Along Archer Avenue, right before the woods get really heavy, you see this. This is the gateway to Saint James Sag church, and it's known not only for its construction out of Lemont Limestone, the yellow brick that can also be seen in the Water Tower downtown, as well as Joliet Penitentiary of Blues Brothers fame, but also for the fact that a passing state trooper once looked inside the gates one night and saw seven robed, hooded monks standing (?) on the tarmac. At his shout, all seven floated away, much faster than a man can run.
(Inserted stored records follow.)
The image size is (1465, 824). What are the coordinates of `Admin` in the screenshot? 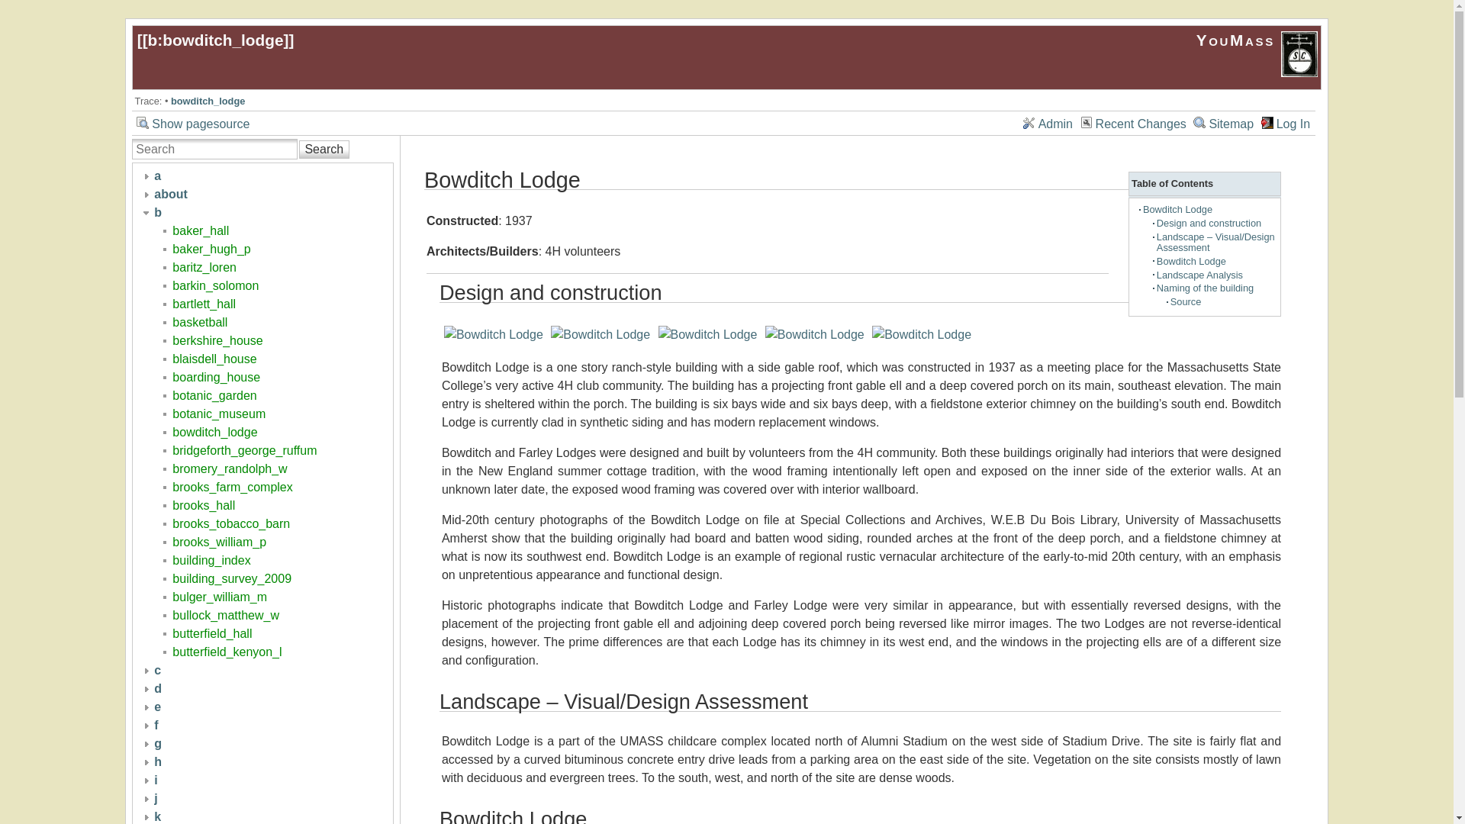 It's located at (1047, 122).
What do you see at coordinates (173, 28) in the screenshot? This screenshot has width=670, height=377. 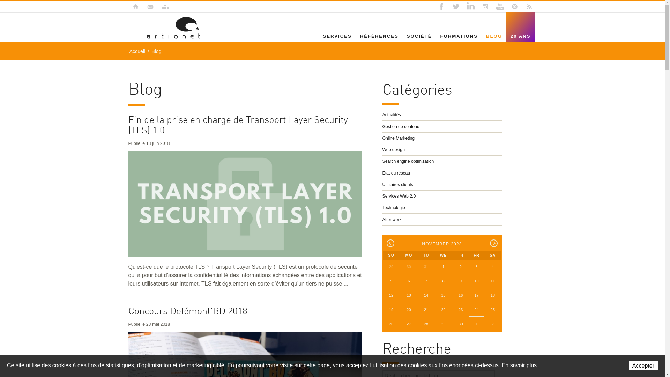 I see `Blog` at bounding box center [173, 28].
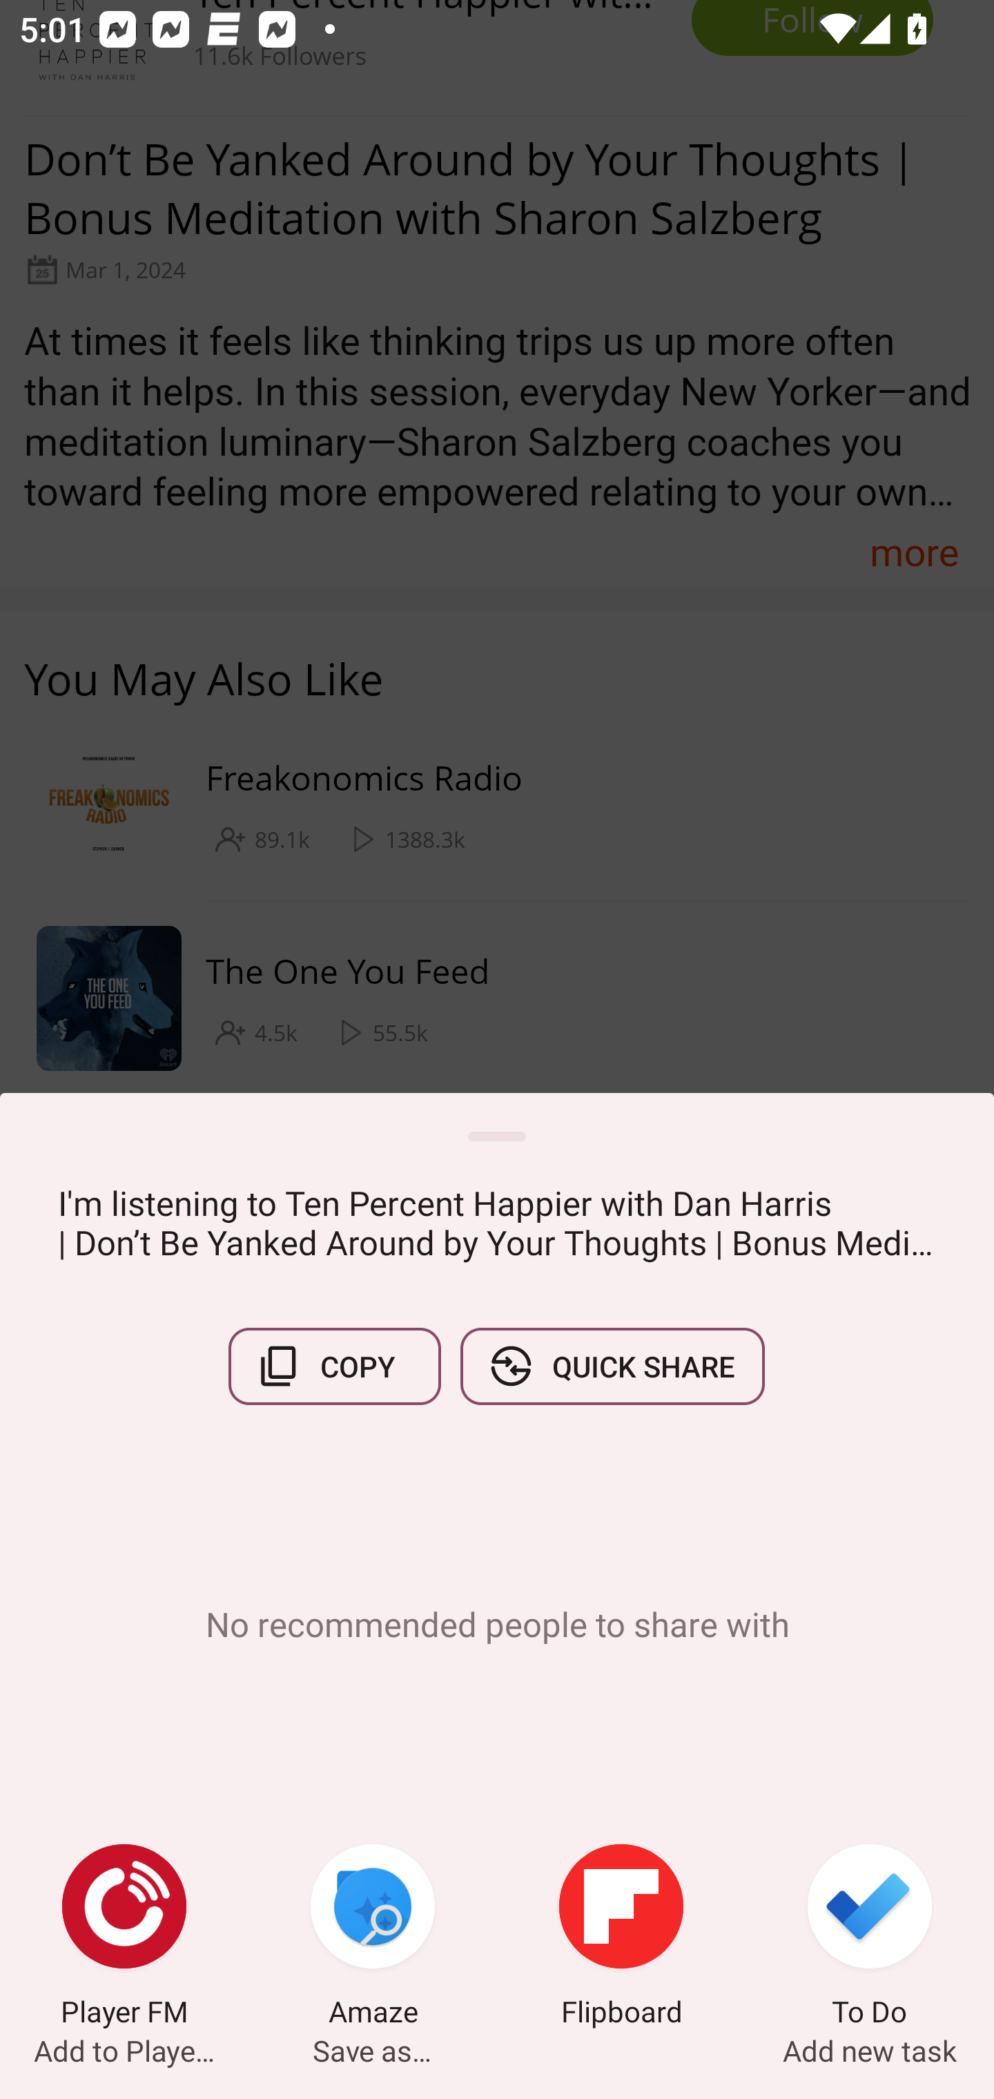  Describe the element at coordinates (870, 1938) in the screenshot. I see `To Do Add new task` at that location.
I take a peek in there every once in a while, but I've never seen any monks.

Riding a bike is usually great, but it has its drawbacks.



Traffic signals don't often recognize motorcycles, so you're often stuck at an intersection waiting for the light to change until someone in a car pulls up next to you. I waited at this intersection for about five minutes. Then a nice gentleman pulled up in a Toyota Highlander, and the light changed after about 15 seconds. Thanks, mister.

I got to Resurrection Cemetery without seeing anything, but weird things sometimes happens when you get close to the cemetery. Sometimes the lights in the mausoleum, known has having the world record of the largest area of stained glass of any building in the world, will flash on and off as you drive by. Trust me; with that much stained glass, you notice when the lights flash on and off at night. I didn't see any of that, but as I rode by I heard my cell phone, still in my pocket, make the noise it makes when you take a picture. Odd because a) it's not a loud noise and the bike is obnoxiously so, so there should be no way I should have heard it, and b) the camera function, or any other function, does not work when the phone is closed. At the next stoplight I checked and found it had taken two pictures on its own. They were just black, though, as you'd expect of a camera taking pictures inside your pocket.

Anyway, I don't always do weird macabre shit when I'm riding.



This is right up around Minocqua. Wisconsin. Beautiful black spruces, generally glorious countryside, but I'm here to tell you, do NOT ride a motorcycle way up north where you have no idea where you're going and get caught out after dark. Motorcycles have no map lights, so when you have to reference your directions, you have to get off and hold your little cheat sheet in front of the headlight so you can read it. Decidedly inconvenient.

On the rare occasion (too rare) I go riding with my brother and/or my dad. These were taken when creeping the old neighborhood in Winfield, Illinois.



Here's my dad on his Nighthawk. Yes, the look on his face accurately depicts the question he asked me at the next stoplight--"What the fuck are you doing?"



This is my brother Michael at a stoplight on his sweet 1975 Honda CB750 Super Sport. Okay, not really an action shot, but that thing is too damn fast to catch on film.

Can you believe that I used to think camera phones were stupid?